Despite this, our excursion into gold is a very small part of our portfolio. Our focus will continue to be on stocks of companies with pricing power, or whose revenues are tied to someone else’s revenues. These are the most commonsensical cash-producing alternatives in an environment where all Western governments are destroying their currencies by making, and fulfilling, promises they cannot afford.
I’d only put as much money into crypto as you are willing to lose. Bitcoin makes more sense today than it did two years ago. I won’t be buying it in client accounts. I only have room for one purchase that I hate.

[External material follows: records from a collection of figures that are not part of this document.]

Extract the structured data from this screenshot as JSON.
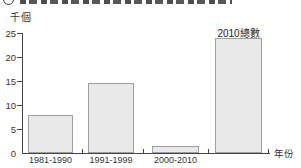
{
  "chart_data": {
    "type": "bar",
    "categories": [
      "1981-1990",
      "1991-1999",
      "2000-2010",
      "2010總數"
    ],
    "values": [
      8,
      14.5,
      1.5,
      24
    ],
    "category_label_placement": [
      "below-axis",
      "below-axis",
      "below-axis",
      "above-bar"
    ],
    "title": "",
    "xlabel": "年份",
    "ylabel": "千個",
    "ylim": [
      0,
      25
    ],
    "yticks": [
      0,
      5,
      10,
      15,
      20,
      25
    ],
    "grid": false,
    "legend": "none",
    "bar_fill_color": "#e9e9e9",
    "bar_border_color": "#9e9e9e",
    "axis_color": "#444444",
    "text_color": "#333333"
  }
}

I may have answered a question you didn’t ask. I do this from time to time. So let me answer the question you did ask. Bitcoin may have been a lottery ticket a decade ago; today it is hardly one. It is institutionalized and owned by the masses. In other words, it has been discovered. I have no idea what it will do going forward, but lottery-like returns are unlikely (though crazier things have happened). If you decide to buy it, you don’t need us for that.
If there is a thread running through all three answers, it is this: the rules that made the US exceptional are quietly being rewritten, and the dollar, oil, and gold are all reacting to the same underlying shift. Our response is not to panic or to make heroic predictions. It is to own businesses with pricing power, run by managers who think clearly when everyone else is not, in places where the rule of law still holds, bought at prices that give us a margin of safety. The rest, as always, takes care of itself over time.
Key takeaways
- The post-WWII order is being quietly rewritten, and Russia and China are the beneficiaries. The US-Europe alliance, cemented in blood, is being put into question — and both sides come out weaker, while Russia and China are “just holding the beer.”

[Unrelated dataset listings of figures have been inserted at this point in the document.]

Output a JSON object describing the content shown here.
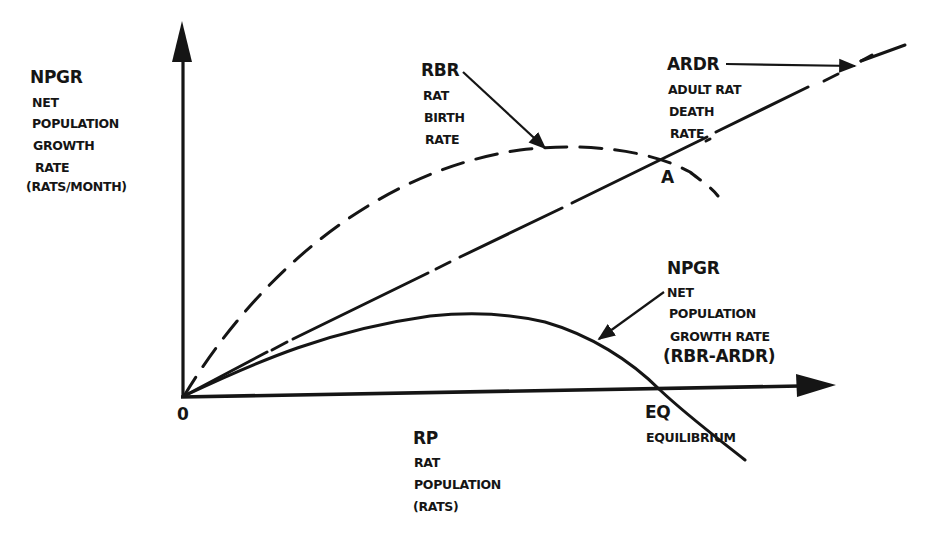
{
  "diagram": {
    "y_axis": {
      "abbr": "NPGR",
      "lines": [
        "NET",
        "POPULATION",
        "GROWTH",
        "RATE",
        "(RATS/MONTH)"
      ]
    },
    "x_axis": {
      "abbr": "RP",
      "lines": [
        "RAT",
        "POPULATION",
        "(RATS)"
      ]
    },
    "origin_label": "0",
    "rbr": {
      "abbr": "RBR",
      "lines": [
        "RAT",
        "BIRTH",
        "RATE"
      ],
      "style": "dashed"
    },
    "ardr": {
      "abbr": "ARDR",
      "lines": [
        "ADULT RAT",
        "DEATH",
        "RATE"
      ],
      "style": "solid-then-dashed straight line"
    },
    "npgr": {
      "abbr": "NPGR",
      "lines": [
        "NET",
        "POPULATION",
        "GROWTH RATE"
      ],
      "formula": "(RBR-ARDR)",
      "style": "solid"
    },
    "point_a": "A",
    "eq": {
      "abbr": "EQ",
      "label": "EQUILIBRIUM"
    },
    "colors": {
      "ink": "#151515",
      "background": "#ffffff"
    }
  }
}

- US exceptionalism was part earned, part gifted by Lady Luck. Great geography, peaceful neighbors, and natural resources were the gift. The constitution, rule of law, and capitalism were the earned part. Reserve currency status spoiled us into feeling invincible and fiscally irresponsible.
- The dollar’s decline as reserve currency isn’t binary, it’s billions of incremental decisions. Vietnam parking some money in yuan, India buying Middle East oil in local currency, China and Russia trading in their own currencies. The dollar is already down from 70% to 58% of foreign reserves over two decades, and that trend is accelerating. Real commodities are likely going to cost more.
- In cyclical industries, average management destroys capital — only the best of the best will do. Oil executives are eternal optimists who buy at the top and dilute at the bottom. We thank them for society’s sake, but for portfolios we want managers who zig when others zag — sitting on their hands at the highs and buying when oil is meeting its maker.
- Gold makes sense to me even though I hate it; crypto does not earn a spot in client accounts. Central banks are accumulating gold as if preparing for an Indian wedding, because the US weaponized the dollar by freezing Russian reserves. Gold has 5,000 years of story; crypto has two decades. Bitcoin has been discovered — it is no longer a lottery ticket. I only have room for one purchase I hate.
- The response isn’t panic or heroic predictions. Own businesses with pricing power, run by managers who think clearly when everyone else is not, in places where the rule of law still holds, bought with a margin of safety. The rest takes care of itself over time.